Benjamin, 69, is a Chicago native and former Army physician who served in the military for nine years, including as chief of emergency medicine at the Walter Reed Army Medical Center in 1983.
He said the biggest difference in shifting from the ER to public health was learning how to step back and view things from a wider perspective.
“When you have one patient in front of you, you’re focused like a laser on that one individual. When in public health, you’ve got to think of a much broader group, you’re thinking about the health and wellbeing of the whole population,” Benjamin said. “So when you’re vaccinating someone, yes, you’re protecting that one individual, but when you vaccinate enough people you get herd immunity. Now you’re protecting the community, or at least you’re moving in that direction.”
Benjamin said one lesson the public health establishment should take away from the pandemic is to make sure the front-line responders become the public face of the issue.
“There was a time when the only people in public health that spoke to the media, were engaged with policymakers, were the senior most people. That’s no longer the case anymore. People want to hear from the epidemiologist on the ground, the person actually out doing the work, and not necessarily the manager, the top person in the shop,” he said.

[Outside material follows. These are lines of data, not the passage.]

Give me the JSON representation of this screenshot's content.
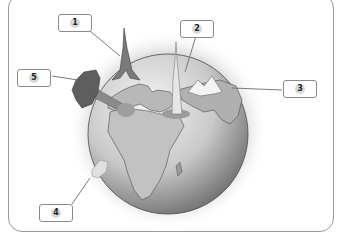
{
  "diagram": {
    "title": "",
    "labels": [
      {
        "id": "label-1",
        "text": "1",
        "points_to": "eiffel-tower"
      },
      {
        "id": "label-2",
        "text": "2",
        "points_to": "tall-skyscraper"
      },
      {
        "id": "label-3",
        "text": "3",
        "points_to": "mountain-range"
      },
      {
        "id": "label-4",
        "text": "4",
        "points_to": "baby-bottle"
      },
      {
        "id": "label-5",
        "text": "5",
        "points_to": "tree"
      }
    ],
    "colors": {
      "frame": "#9a9a9a",
      "globe_light": "#f2f2f2",
      "globe_dark": "#6e6e6e",
      "land_outline": "#4a4a4a"
    }
  }
}
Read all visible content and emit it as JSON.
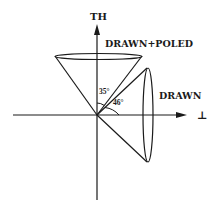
{
  "diagram": {
    "axes": {
      "vertical_label": "TH",
      "horizontal_label": "⊥"
    },
    "cones": [
      {
        "name": "drawn-poled",
        "label": "DRAWN+POLED",
        "angle_label": "35°",
        "orientation": "vertical"
      },
      {
        "name": "drawn",
        "label": "DRAWN",
        "angle_label": "46°",
        "orientation": "horizontal"
      }
    ],
    "colors": {
      "line": "#1a1a1a",
      "background": "#ffffff"
    }
  }
}
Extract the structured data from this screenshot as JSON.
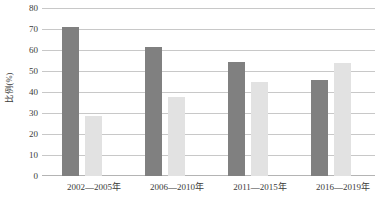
{
  "chart_data": {
    "type": "bar",
    "title": "",
    "subtitle": "",
    "xlabel": "",
    "ylabel": "比例(%)",
    "categories": [
      "2002—2005年",
      "2006—2010年",
      "2011—2015年",
      "2016—2019年"
    ],
    "series": [
      {
        "name": "series-1",
        "color": "#808080",
        "values": [
          71.0,
          61.6,
          54.3,
          45.5
        ]
      },
      {
        "name": "series-2",
        "color": "#e2e2e2",
        "values": [
          28.7,
          37.8,
          44.8,
          53.7
        ]
      }
    ],
    "ylim": [
      0,
      80
    ],
    "ytick_step": 10,
    "yticks": [
      "80",
      "70",
      "60",
      "50",
      "40",
      "30",
      "20",
      "10",
      "0"
    ],
    "grid": true,
    "grid_color": "#c8c8c8",
    "legend": false,
    "legend_position": "none",
    "background": "#ffffff"
  }
}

Benjamin said he’s not surprised at the relatively poor U.S. response to COVID-19, and he’s worried the nation is positioned to fail again whenever the next pandemic comes, saying “we really have not built the health system … that we really need.”
“Our ability to move patients from point A to point B — not well done. Our ability to move data around and information around — it’s terrible. And it impacts our everyday practice of improving our health and everyday practicing medicine.”
Benjamin said the signs of a troubled response came early, but officials did not react in time. Now, he’s concerned those same problems still haven’t been fixed.
“When we ran out of toilet paper, which should have been a first indication that was going to be a problem for other things like nasal swabs and therapeutics,” Benjamin said. “I mean, if you can’t keep toilet paper on the shelves, keeping some of these more exotic therapeutics on the shelf clearly was going to be a problem.”
Fixing the problems is more than just a matter of money, Benjamin said. It’s about putting the right people in the right place and then making sure those people have the resources they need.
“Until we build a health system that can foresee bad outcomes and big events happening and get ahead of them, we’re not going to be successful. We’ve been chasing this pandemic since the beginning. And we’re just beginning to understand it. We still haven’t caught it,” he said. “The Biden administration, I think, has done a wonderful job at playing catch up. But you still got a ways to go.”
One of the administration’s ideas to advance biomedical research is a new agency called the Advanced Research Projects Agency for Health, or ARPA-H.
The White House has requested $6.5 billion to fund the agency, which is modeled after the Pentagon’s Defense Advanced Research Projects Agency, or DARPA. The idea is for the group to deliver breakthrough treatments for cancer, Alzheimer’s, diabetes and other diseases.
Benjamin said the program has enormous potential, if it can get off the ground.
“I think that the more important goal is to get it up and running and making sure that its mission … is different from the historical way [the National Institutes of Health] works. We want ARPA-H … to be more risk-taking, we want it to be there to solve big problems,” he said.
The House this summer passed legislation allocating less than half the funding requested by the Biden administration, and it’s not clear if the Senate will even include the program in its massive social infrastructure bill.
“Does it take money? You bet. And are we going to have failures and debt, and I think my biggest concern about what would happen with ARPA-H is the historical intolerance with failure,” Benjamin said.
Big ideas can fail, Benjamin said, but it shouldn’t discourage people from having them.